One of the first things Hutchinson described during Tuesday's testimony was a conversation between herself and Trump lawyer Rudy Giuliani. She said during the conversation on January 2 — days before the Capitol attack — Giuliani "said something to the effect of how we should be excited for the 6th, it will be a great day."
She said didn't know exactly what he was talking about, and when she asked Meadows about it later, he "said something to the effect of, 'There's a lot going on. But I don't know, things might get real, real bad on January 6th.'"
Hutchinson recently switched lawyers for the hearing. She had been using a former Trump White House official, but is now with Jody Hunt, who worked for the Justice Department and served as chief of staff to former Attorney General Jeff Sessions, according to The Associated Press.
Hunt was a key witness for special counsel Robert Mueller's investigation into alleged ties between Russia and the 2016 Trump campaign.
Hutchinson has testified for the Jan. 6 committee several times before the public hearing on Tuesday. She testified that Anthony Ornato, a senior Secret Service official who was detailed to the White House and served as deputy chief of operations, brought Meadows intelligence reports that "indicated that there could be violence on the 6th," but she was not sure what he did with the information internally.

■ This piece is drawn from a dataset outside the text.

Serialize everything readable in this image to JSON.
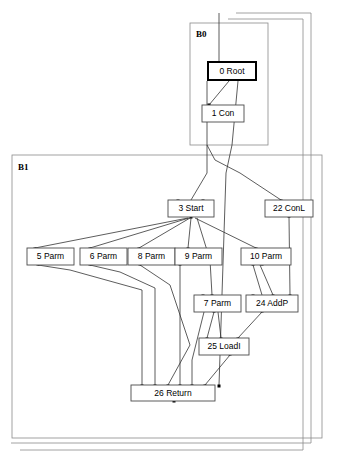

In another interview, she testified about White House meetings with several Republican members of Congress, at which a plan to have alternate electors meet and cast votes for Trump in states he lost was discussed, and that the White House counsel's office said such a plan was not legally sound.
During Tuesday's testimony, Hutchinson said Ornato told her that as Mr. Trump was leaving his speech at the Ellipses on January 6, he "reached up toward the front of the vehicle to grab at the steering wheel," as he and his head of security at the time, Bobby Engel, drove back to the White House.
"Mr. Engel grabbed his arm and said, 'Sir, you need to take your hand off the steering wheel. We are going back to the west wing. We are not going to the Capitol,'" Hutchinson recounted. "Mr. Trump then used his free hand to lunge toward Bobby Engel, he had motioned towards his clavicles."
Engle was in the room as Ornato told Hutchinson the story and did not correct or disagree with the story, Hutchinson said.
However, a source close to the Secret Service confirmed to CBS News that Engel and the driver are prepared to testify under oath that neither man was physically attacked or assaulted by Trump and that the former president never lunged for the steering wheel of the vehicle.
The Secret Service officials do not dispute that Trump was irate or that he demanded to be taken to the Capitol, in the language that Hutchinson related to the committee.
The U.S. Secret Service "has been cooperating with the Select Committee since its inception in spring 2021, and will continue to do so, including by responding on the record to the Committee regarding the new allegations surfaced in today's testimony," Secret Service spokesperson Anthony Guglielmi said in a statement to CBS News.
The House is currently in the middle of a two-week recess and Hutchinson's hearing was unexpected, as the committee had said they would not hold more meetings until July.
Nicole Sganga and Victoria Albert contributed to this report.